Others like Wang, who has participated in game jams before, said they’re an opportunity to “work with like-minded people.”
“It’s just really enjoyable,” Wang said. “Spending a lot of time just trying to make a game that works and based on the idea we created … this is just like a live experience of actually creating an actual game.”
Krtanjek, who said this is his fourth year participating in Games4SocialImpact, said he keeps doing game jams for “the camaraderie.”
“You bond with people no matter what in environments where you’re staying up really late in the middle of the night,” Krtanjek said. “I’ve had a lot of meaningful connections through game jams and hackathons and whatnot that have lasted a while, and I’ve formed a lot of new ones.”
Early into the development of “Immorticulture,” the team decided to scale down the scope of the game to better fit the game jam’s short time limit. Originally intended to be a shop simulator, the game is now narrative-driven and consists of meeting characters throughout the ages while completing minigames that grow progressively harder in order to keep the “tree of life” alive.
Game Studio Incorporated, however, didn’t realize the need to scale down their game until 4 a.m. on Sunday morning.
“We had too many ideas and not enough time,” Ward said later Sunday morning. “We went from this really elaborate story that we had planned out, to ‘run around the house and find these puzzle pieces.’”
As time to submit a game dwindled down and the clock struck noon on Sunday morning, 27 hours of game development officially ended.
Lettich compared the feeling of finishing the game jam to a MasterChef episode.

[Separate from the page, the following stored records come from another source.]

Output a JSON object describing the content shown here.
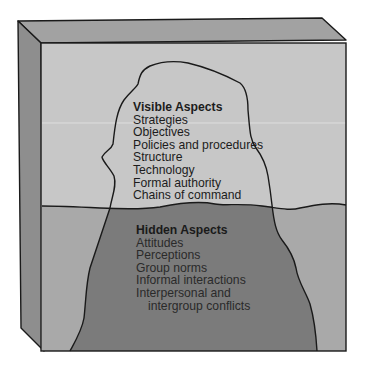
{
  "diagram": {
    "type": "iceberg",
    "colors": {
      "background": "#ffffff",
      "box_top_face": "#a2a2a2",
      "box_left_face": "#8e8e8e",
      "sky": "#c7c7c7",
      "water": "#a9a9a9",
      "iceberg_above": "#c7c7c7",
      "iceberg_below": "#7b7b7b",
      "outline": "#1a1a1a"
    },
    "visible_aspects": {
      "title": "Visible Aspects",
      "items": [
        "Strategies",
        "Objectives",
        "Policies and procedures",
        "Structure",
        "Technology",
        "Formal authority",
        "Chains of command"
      ]
    },
    "hidden_aspects": {
      "title": "Hidden Aspects",
      "items": [
        "Attitudes",
        "Perceptions",
        "Group norms",
        "Informal interactions",
        "Interpersonal and"
      ],
      "continuation": "intergroup conflicts"
    }
  }
}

“They just barely finish the meal, but not quite, it’s not really presentable — I feel like that’s our state right now,” Lettich said.

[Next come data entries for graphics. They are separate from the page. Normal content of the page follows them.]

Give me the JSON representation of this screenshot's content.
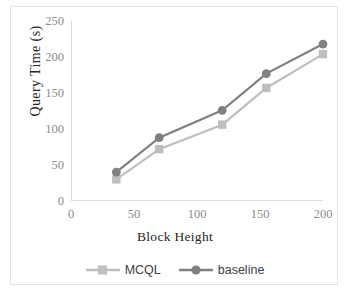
{
  "chart_data": {
    "type": "line",
    "title": "",
    "xlabel": "Block Height",
    "ylabel": "Query  Time (s)",
    "xlim": [
      0,
      200
    ],
    "ylim": [
      0,
      250
    ],
    "xticks": [
      0,
      50,
      100,
      150,
      200
    ],
    "yticks": [
      0,
      50,
      100,
      150,
      200,
      250
    ],
    "grid": false,
    "legend_position": "bottom",
    "x": [
      36,
      70,
      120,
      155,
      200
    ],
    "series": [
      {
        "name": "MCQL",
        "color": "#bfbfbf",
        "marker": "square",
        "values": [
          30,
          72,
          106,
          157,
          204
        ]
      },
      {
        "name": "baseline",
        "color": "#808080",
        "marker": "circle",
        "values": [
          40,
          88,
          126,
          177,
          218
        ]
      }
    ]
  },
  "legend": {
    "items": [
      {
        "label": "MCQL"
      },
      {
        "label": "baseline"
      }
    ]
  },
  "axes": {
    "x_tick_labels": [
      "0",
      "50",
      "100",
      "150",
      "200"
    ],
    "y_tick_labels": [
      "0",
      "50",
      "100",
      "150",
      "200",
      "250"
    ],
    "x_title": "Block Height",
    "y_title": "Query  Time (s)"
  },
  "colors": {
    "mcql": "#bfbfbf",
    "baseline": "#808080",
    "axis": "#d9d9d9",
    "tick_text": "#8c8c8c",
    "title_text": "#262626",
    "frame": "#e3e3e3"
  }
}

After a lunch break, jammers crowded around each other’s laptops to play the games other teams had created over the course of the weekend.

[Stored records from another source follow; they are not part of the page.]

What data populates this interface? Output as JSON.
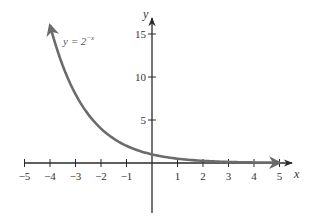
{
  "chart_data": {
    "type": "line",
    "title": "",
    "xlabel": "x",
    "ylabel": "y",
    "xlim": [
      -5,
      5
    ],
    "ylim": [
      -5,
      17
    ],
    "grid": false,
    "x_ticks": [
      -5,
      -4,
      -3,
      -2,
      -1,
      1,
      2,
      3,
      4,
      5
    ],
    "x_tick_labels": [
      "−5",
      "−4",
      "−3",
      "−2",
      "−1",
      "1",
      "2",
      "3",
      "4",
      "5"
    ],
    "y_ticks": [
      5,
      10,
      15
    ],
    "y_tick_labels": [
      "5",
      "10",
      "15"
    ],
    "series": [
      {
        "name": "y = 2^(-x)",
        "x": [
          -4,
          -3,
          -2,
          -1,
          0,
          1,
          2,
          3,
          4,
          5
        ],
        "y": [
          16,
          8,
          4,
          2,
          1,
          0.5,
          0.25,
          0.125,
          0.0625,
          0.03125
        ],
        "color": "#6b6b6b",
        "arrows": "both"
      }
    ],
    "annotations": [
      {
        "text_base": "y = 2",
        "text_exp": "−x",
        "x": -3.5,
        "y": 15
      }
    ]
  },
  "colors": {
    "axis": "#2a2a2a",
    "curve": "#6b6b6b",
    "text": "#333333"
  }
}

Schultz called the experience of watching someone play her team’s game “a little anxiety-inducing.”
“We spent the whole weekend working on it, but we’re still very aware of certain bugs,” Schultz said. “It’s also really interesting to see how someone navigates this space that we’ve been working with for so long. It’s very rewarding as well.”
Jurado expressed satisfaction over seeing others play his team’s game.
“I think it’s one thing to see them play the game — I think it’s another to see them actually succeed and enjoy the game,” Jurado said. “I’m really happy we were able to put together something that at least looks this nice.”
The awards ceremony on Sunday afternoon offered board games as prizes for the games winning the awards of judge’s choice, jammer’s choice, artistic achievement, narrative achievement and “First Penguin,” an award given to the team whose game tried something exciting but ultimately didn’t work out.
After the event’s mentors and organizers played all of the submitted eight games, “Immorticulture” was awarded judge’s choice. After each team member chose their board game prize, Jurado said he “didn’t even know there was a prize.”
“I was just here because my good friend Radley, my other two friends that I met recently, invited me to this,” Jurado said. “This is my first time. Great time, fun time, going to do it again.”
“Memoriam” was awarded jammer’s choice after getting an average rating of 4.071 out of 5. Dougal said the recognition for her team’s hard work felt “great.”
“I did not care about the actual awards, I just thought it would be a fun challenge to try and build a game in such a short amount of time,” Dougal said. “As people who want to go into game development, it’s such a cool thing to be a part of [and] you can’t really pass that up.”
O’Rourke encourages anybody interested to attend Games4SocialImpact next year.
“It’s just such an incredible experience and I’d recommend [it] for anyone who’s thinking of trying something like this,” O’Rourke said. “Even if they think they don’t have the skills, even if they don’t think they have the friends, even if they don’t think they have anything, just try it out because I think it’s a wonderful experience.”